How to View Thread Id of a Process Which Has Opened a Socket Connection

How to view thread id of a process which has opened a socket connection?

As MarkR suggested, you need to use strace from startup:

strace -fp <pid>

The above command will show you per thread system calls like open(), read(), recv() etc, along with the descriptors used:

[pid 428] close(36) 

Once you isolated the thread, you may attach to the process and find out the exact thread with

gdb attach <pid>

Or, if you have thread names set in your process, use

ps -eL

to find out the thread's friendly name.

How do I find out what process Id and thread id / name has a file open

Here's some pseudocode that will protect the resource across threads:

while (true)
{
Read a packet from a socket (with data in it to add to the file)
lock (static locker object)
{
Open a file
Writes data to it
Close a file
}
}

in the C# world, the static locker object is usually declared at the class level thusly:

private static readonly object locker = new object();

I would also recommend using the using keyword to protect the file resource if the statements between the opening and closing of the file throws an exception. Re-done pseudocode:

while (true)
{
Read a packet from a socket (with data in it to add to the file)
lock (static locker object)
{
using (Open a file)
{
Writes data to it
} // leaving the using block will close the file
}
}

Is it possible to get the thread Id of a process that is listening to a Port in Windows?

hook socket, bind, listen, accept (and WSAXxx equivalents) and call GetCurrentThreadId() in the hook handlers. you can leverage e.g. MS Detours, EasyHook, or MHook etc to implement your handlers.

How do I find out which process is listening on a TCP or UDP port on Windows?

PowerShell

TCP

Get-Process -Id (Get-NetTCPConnection -LocalPort YourPortNumberHere).OwningProcess

UDP

Get-Process -Id (Get-NetUDPEndpoint -LocalPort YourPortNumberHere).OwningProcess

cmd

 netstat -a -b

(Add -n to stop it trying to resolve hostnames, which will make it a lot faster.)
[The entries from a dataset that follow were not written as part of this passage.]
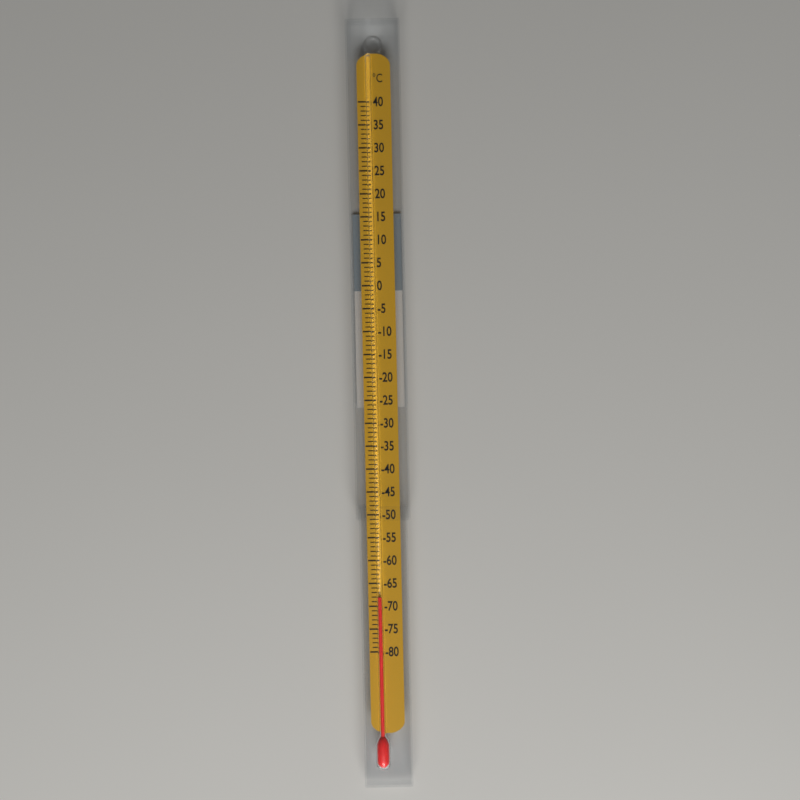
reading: -68 °C
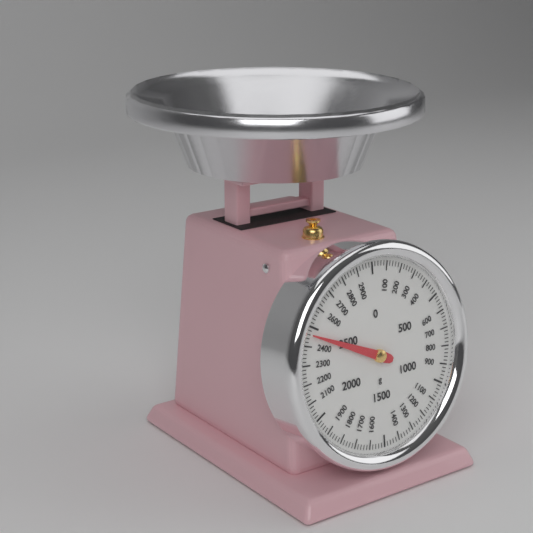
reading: 2460 g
Note Dane's recommendation for TCPView. It looks very useful!

-a Displays all connections and listening ports.

-b Displays the executable involved in creating each connection or listening port. In some cases well-known executables host multiple independent components, and in these cases the sequence of components involved in creating the connection or listening port is displayed. In this case the executable name is in [] at the bottom, on top is the component it called, and so forth until TCP/IP was reached. Note that this option can be time-consuming and will fail unless you have sufficient permissions.

-n Displays addresses and port numbers in numerical form.

-o Displays the owning process ID associated with each connection.